Open zeha opened this issue 5 months ago • 5 comments

In https://github.com/PowerDNS/pdns/issues/16091 I discovered that config.hpp has an endian check using __BYTE_ORDER, but at least on GCC 15 / GNU libc platforms it doesn't work. Without including <endian.h> the macros are not defined, and config.hpp silently falls back to little endian.

Could an #include <endian.h> be added to config.hpp?

Thanks, Chris

zeha avatar Sep 07 '25 12:09 zeha

As pointed out by @omoerbeek in https://github.com/PowerDNS/pdns/issues/16091#issuecomment-3263784377 and https://github.com/PowerDNS/pdns/issues/16091#issuecomment-3263788379 the standards-compliant thing would be:

  • include endian.h
  • use BYTE_ORDER, LITTLE_ENDIAN, BIG_ENDIAN (no leading or trailing underscores)

Thanks for considering!

zeha avatar Sep 07 '25 13:09 zeha

Unfortunately it is not that easy. endian.h is not part of the C++ standard, it isn't available on all platforms. And protozero is header-only, so there is no build-step we control where we could figure out on what platform we are. So we have to figure out what endianness we have in our own code in C++ only without resorting to any headers. If you have some code for config.hpp that doesn't need endian.h and does the right thing for your platform I'd consider merging a PR.

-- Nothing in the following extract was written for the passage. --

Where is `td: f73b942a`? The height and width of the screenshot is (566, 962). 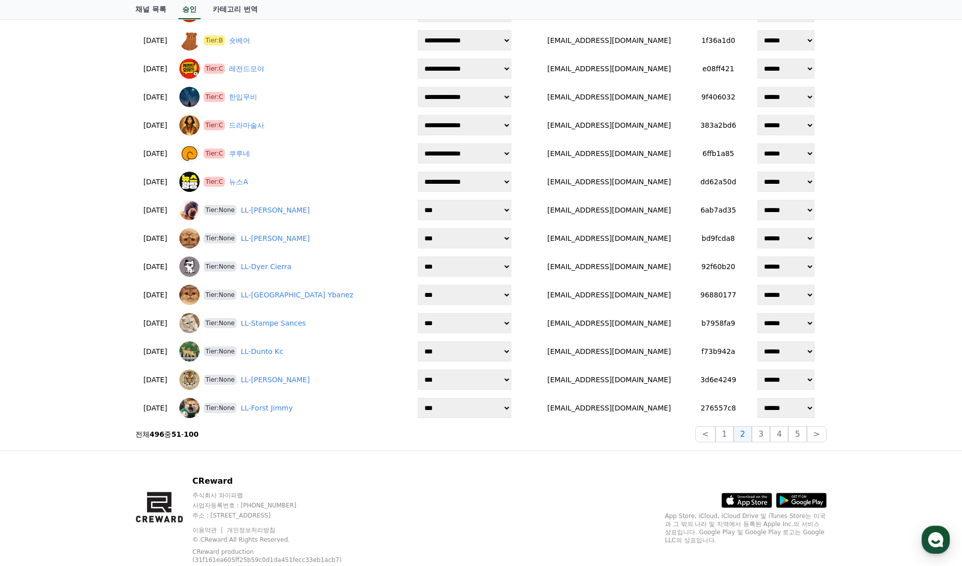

A workaround for you would be to #include <protozero/config.hpp> and after that set PROTOZERO_BYTE_ORDER in any way that works for you and then include the other protozero includes.

If and when we switch to C++20 which is probably a long way off, we can use the std::endian enum class which will solve this properly.

joto avatar Sep 08 '25 07:09 joto

Right. While many systems have endian.h, not all. macOS is an example.

It might be that testing for the __NAME__ (with __ on both ends) variants of the macros is more robust. At least both g++ and clang++ defines those in all systems I tested without the need for includes. I do not have access to other compilers.

omoerbeek avatar Sep 08 '25 13:09 omoerbeek

@joto how about using a __has_include check to detect endian.h?

kkaefer avatar Oct 16 '25 08:10 kkaefer

__has_include was introduced in C++17, we are still at C++14.